Undated photo, Chinese family portrait in early California, archived in Humboldt Library.
Imagine this headline: Bank President Imprisoned for Employing Lawfully Admitted Chinese. This situation arose in 1879, when the president of the Sulphur Bank Quicksilver Mining Company, a California corporation, was arrested for employing lawfully admitted Chinese. The Chinese were admitted after the U.S. and China signed the Burlingame Treaty. This bilateral agreement gave Chinese visa-holders the right to work in the U.S. and a reciprocal right to Americans. The Chinese came here for employment in mines, on railroads, and doing laundry; the Americans went to China as Christian missionaries.
Like our national climate today, a wave of anti-immigrant attitudes took hold in the 1870s. California was a hotbed of intolerance. The state’s constitution was amended to include a total bar against employing Chinese. One section forbade the direct or indirect employment of “any Chinese or Mongolians.” Another section declared: “The presence of foreigners ineligible to become citizens is declared to be dangerous to the well-being of this state, and the legislature shall discourage their immigration by all the means within its power.” A federal court freed the banker, finding that the state criminal code conflicted with a national treaty. But the nation followed California’s racist lead over the next 80 years. It passed and re-enacted the Chinese Exclusion Act; and when agricultural groups imported Japanese laborers, Congress answered with a broader “Asiatic Exclusion Zone.”
This law was furthered broadened in 1924, when Congress set a strict quota on worldwide immigration. Italians and Eastern Europeans, mainly Jews—many of whom had few skills, spoke no English, and were perceived to be something other than white— were blocked in their efforts to come to America.
These insular and overtly racist laws were rolled back eventually after World War II. By 1965, America’s current version of global immigration became law.
The Orwellian-named RAISE Act, proposed by Sen. David Perdue (R.-GA.) and Sen. Tom Cotton (R.-AR.), is a warmed-over version of the 1924 law, with its quota feature, and skills requirements. More subtly, it mimics the Asiatic exclusionary laws with its English-speaking requirement. Beneath its grandiose justification offered at the White House this past week, the bill signifies a return to white skin color as the primary criterion for the nation’s immigration laws.
The biggest difference between the insular immigration laws from the 1880s-1940s and now is that today’s economy is global. Starting now, other nations will use the RAISE Act to their raise their competitive advantage by welcoming the immigrants we shoo away. If enacted, the law will raise the age of our already older population, further straining our Social Security system and age-related benefits plans. Yes, the RAISE Act would admit merit-based applicants; but its very low numerical limits are certain to deprive the U.S. of younger talent. Enacted or not, the RAISE Act has already been successful by nurturing the racial grievances of a segment of our population.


▶ [What you should do] Go through the data below and copy each line where the word "figure" occurs.

▶ [Extracted information]
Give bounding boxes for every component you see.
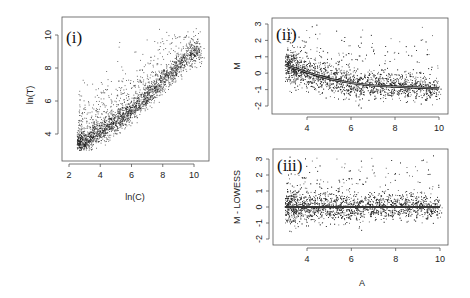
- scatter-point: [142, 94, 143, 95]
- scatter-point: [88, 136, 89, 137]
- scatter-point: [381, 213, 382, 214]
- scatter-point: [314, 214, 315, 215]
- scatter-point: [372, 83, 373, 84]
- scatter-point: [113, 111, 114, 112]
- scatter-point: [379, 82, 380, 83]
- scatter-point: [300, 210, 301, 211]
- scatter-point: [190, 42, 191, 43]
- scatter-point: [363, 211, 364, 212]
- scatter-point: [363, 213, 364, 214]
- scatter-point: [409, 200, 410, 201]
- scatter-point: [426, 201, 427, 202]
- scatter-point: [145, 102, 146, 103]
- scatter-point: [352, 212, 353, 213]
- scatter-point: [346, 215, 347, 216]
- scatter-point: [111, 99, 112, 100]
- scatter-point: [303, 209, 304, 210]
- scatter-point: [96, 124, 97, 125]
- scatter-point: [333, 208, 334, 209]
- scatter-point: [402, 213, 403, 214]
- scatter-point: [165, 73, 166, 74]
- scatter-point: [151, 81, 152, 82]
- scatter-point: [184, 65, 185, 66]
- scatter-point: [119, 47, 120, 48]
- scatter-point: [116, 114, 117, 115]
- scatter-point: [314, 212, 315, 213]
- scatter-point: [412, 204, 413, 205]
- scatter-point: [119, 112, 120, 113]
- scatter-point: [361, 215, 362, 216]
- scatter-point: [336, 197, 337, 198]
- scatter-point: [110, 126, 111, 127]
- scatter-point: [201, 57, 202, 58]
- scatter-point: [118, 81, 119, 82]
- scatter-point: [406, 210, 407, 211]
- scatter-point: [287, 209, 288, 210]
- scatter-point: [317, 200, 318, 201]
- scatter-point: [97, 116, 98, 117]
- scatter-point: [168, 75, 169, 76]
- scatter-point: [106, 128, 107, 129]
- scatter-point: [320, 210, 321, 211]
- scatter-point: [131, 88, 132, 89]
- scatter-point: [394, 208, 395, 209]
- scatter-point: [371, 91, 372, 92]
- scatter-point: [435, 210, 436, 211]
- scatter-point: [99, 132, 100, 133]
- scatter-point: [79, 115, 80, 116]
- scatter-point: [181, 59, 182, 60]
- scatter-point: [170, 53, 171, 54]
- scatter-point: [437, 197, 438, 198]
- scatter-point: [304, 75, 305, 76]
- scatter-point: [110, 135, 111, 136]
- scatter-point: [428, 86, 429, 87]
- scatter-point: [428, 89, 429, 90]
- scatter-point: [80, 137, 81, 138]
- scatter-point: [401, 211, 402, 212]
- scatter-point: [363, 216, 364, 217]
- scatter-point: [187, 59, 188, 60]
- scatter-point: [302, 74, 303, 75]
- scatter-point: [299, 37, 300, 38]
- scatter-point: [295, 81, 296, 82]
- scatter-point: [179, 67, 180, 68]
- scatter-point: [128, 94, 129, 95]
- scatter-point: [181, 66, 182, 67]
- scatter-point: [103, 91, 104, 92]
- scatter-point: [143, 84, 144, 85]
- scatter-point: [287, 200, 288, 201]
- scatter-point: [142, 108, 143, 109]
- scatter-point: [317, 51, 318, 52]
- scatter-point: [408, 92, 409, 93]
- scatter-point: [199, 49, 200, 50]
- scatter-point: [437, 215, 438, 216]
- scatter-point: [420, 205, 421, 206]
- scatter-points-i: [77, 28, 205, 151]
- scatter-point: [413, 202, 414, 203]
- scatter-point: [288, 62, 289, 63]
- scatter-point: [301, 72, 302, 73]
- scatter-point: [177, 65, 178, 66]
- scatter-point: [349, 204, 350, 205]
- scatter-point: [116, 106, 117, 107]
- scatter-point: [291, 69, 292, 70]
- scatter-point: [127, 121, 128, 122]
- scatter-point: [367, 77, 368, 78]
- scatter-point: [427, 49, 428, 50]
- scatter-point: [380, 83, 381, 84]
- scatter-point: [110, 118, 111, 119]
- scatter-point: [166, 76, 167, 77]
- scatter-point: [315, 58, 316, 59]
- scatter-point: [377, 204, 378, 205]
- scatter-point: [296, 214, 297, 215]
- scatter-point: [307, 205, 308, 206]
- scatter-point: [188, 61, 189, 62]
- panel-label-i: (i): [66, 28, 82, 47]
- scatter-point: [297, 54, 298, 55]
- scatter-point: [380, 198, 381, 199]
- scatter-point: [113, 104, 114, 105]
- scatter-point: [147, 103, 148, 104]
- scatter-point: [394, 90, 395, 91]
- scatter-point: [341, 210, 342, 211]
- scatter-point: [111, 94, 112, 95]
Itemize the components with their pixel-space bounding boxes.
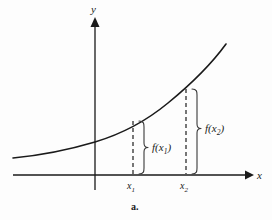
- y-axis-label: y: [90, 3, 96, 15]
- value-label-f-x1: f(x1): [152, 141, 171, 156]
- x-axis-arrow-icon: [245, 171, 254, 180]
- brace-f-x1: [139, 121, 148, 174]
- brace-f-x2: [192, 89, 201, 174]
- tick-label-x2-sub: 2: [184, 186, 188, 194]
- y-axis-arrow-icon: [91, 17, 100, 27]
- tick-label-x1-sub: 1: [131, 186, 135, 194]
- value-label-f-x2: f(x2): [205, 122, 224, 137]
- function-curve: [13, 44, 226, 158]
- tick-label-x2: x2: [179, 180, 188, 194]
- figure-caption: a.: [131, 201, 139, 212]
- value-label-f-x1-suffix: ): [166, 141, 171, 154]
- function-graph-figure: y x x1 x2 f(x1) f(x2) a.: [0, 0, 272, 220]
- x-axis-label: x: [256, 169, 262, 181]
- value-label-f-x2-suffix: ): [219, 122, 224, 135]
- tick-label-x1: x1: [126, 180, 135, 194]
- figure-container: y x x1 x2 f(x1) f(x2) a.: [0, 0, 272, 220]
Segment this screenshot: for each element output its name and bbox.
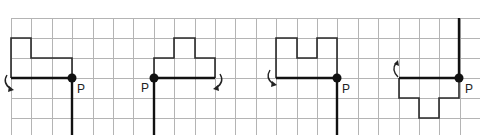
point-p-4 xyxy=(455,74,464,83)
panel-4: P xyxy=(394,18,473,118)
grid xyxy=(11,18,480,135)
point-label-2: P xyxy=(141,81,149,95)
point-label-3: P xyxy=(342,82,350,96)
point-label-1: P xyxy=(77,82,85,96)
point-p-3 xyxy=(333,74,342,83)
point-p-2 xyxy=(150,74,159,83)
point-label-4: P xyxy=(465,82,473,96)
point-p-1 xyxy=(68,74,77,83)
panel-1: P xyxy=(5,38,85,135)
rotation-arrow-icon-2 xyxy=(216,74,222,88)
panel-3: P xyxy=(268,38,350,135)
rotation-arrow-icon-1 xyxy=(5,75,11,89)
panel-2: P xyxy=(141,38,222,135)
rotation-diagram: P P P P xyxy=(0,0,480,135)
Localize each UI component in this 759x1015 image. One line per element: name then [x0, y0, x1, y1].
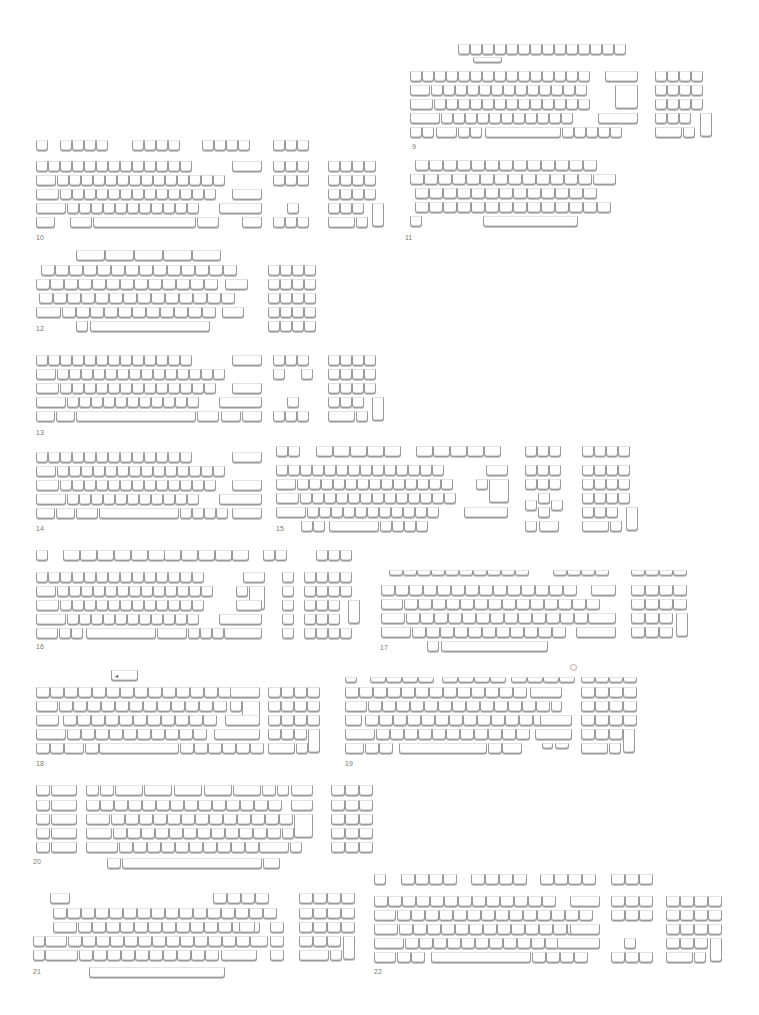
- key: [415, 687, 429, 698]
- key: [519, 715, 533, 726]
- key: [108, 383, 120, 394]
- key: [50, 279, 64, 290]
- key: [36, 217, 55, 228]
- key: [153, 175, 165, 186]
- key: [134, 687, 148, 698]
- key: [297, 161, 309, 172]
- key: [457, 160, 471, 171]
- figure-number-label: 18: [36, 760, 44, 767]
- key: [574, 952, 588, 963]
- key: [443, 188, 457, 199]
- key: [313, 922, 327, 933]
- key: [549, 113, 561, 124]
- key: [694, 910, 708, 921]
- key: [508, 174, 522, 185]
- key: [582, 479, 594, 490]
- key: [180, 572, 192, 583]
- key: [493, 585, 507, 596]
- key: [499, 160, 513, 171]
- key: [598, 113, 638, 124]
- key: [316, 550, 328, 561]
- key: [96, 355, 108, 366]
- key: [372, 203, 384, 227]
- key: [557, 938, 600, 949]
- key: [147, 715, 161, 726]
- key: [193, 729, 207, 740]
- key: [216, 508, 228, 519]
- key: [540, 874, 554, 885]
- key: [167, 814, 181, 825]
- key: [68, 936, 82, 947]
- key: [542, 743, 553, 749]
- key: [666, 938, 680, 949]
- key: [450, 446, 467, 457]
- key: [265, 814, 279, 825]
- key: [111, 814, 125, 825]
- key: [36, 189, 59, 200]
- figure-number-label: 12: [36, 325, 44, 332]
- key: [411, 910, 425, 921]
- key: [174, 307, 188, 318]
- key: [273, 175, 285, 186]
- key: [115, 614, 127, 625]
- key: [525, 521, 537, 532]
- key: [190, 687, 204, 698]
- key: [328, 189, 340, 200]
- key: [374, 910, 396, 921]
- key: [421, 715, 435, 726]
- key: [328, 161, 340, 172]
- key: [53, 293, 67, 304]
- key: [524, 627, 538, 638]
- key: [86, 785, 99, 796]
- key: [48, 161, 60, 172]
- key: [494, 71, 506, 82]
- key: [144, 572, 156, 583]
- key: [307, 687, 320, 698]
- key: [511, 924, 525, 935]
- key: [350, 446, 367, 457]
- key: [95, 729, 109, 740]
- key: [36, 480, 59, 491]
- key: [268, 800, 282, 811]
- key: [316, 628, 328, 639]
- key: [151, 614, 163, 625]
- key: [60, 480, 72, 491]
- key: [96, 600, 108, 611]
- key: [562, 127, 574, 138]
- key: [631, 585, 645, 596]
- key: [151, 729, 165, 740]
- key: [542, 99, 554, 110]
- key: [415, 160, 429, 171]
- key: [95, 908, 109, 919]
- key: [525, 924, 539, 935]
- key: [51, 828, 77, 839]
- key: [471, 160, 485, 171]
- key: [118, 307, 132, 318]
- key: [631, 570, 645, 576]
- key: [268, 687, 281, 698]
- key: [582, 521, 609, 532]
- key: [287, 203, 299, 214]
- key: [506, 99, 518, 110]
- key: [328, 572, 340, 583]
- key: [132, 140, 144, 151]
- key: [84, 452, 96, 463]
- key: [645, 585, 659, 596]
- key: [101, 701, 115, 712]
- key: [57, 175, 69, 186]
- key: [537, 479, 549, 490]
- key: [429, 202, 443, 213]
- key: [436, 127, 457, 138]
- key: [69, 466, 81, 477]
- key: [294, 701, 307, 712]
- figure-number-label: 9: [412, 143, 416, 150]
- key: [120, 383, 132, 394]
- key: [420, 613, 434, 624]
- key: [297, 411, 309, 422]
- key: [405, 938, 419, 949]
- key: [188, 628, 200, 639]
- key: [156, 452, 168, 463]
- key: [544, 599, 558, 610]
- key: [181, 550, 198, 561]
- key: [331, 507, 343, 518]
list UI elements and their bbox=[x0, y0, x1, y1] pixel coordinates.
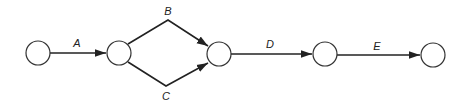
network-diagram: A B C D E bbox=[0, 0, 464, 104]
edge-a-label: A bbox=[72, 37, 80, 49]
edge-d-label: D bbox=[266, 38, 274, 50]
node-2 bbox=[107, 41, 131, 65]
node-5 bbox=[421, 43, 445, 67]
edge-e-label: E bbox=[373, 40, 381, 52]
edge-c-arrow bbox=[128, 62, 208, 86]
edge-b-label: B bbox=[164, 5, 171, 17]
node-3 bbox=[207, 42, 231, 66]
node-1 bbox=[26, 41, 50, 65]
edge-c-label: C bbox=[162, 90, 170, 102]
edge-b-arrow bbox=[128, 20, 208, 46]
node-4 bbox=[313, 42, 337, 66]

▶ [Output of the exercise]
- figure-caption: a.: [131, 201, 139, 212]
- function-graph-figure: y x x1 x2 f(x1) f(x2) a.: [0, 0, 272, 220]
- figure-container: y x x1 x2 f(x1) f(x2) a.: [0, 0, 272, 220]
- figure-number-label: 18: [36, 760, 44, 767]
- figure-number-label: 12: [36, 325, 44, 332]
- figure-number-label: 9: [412, 143, 416, 150]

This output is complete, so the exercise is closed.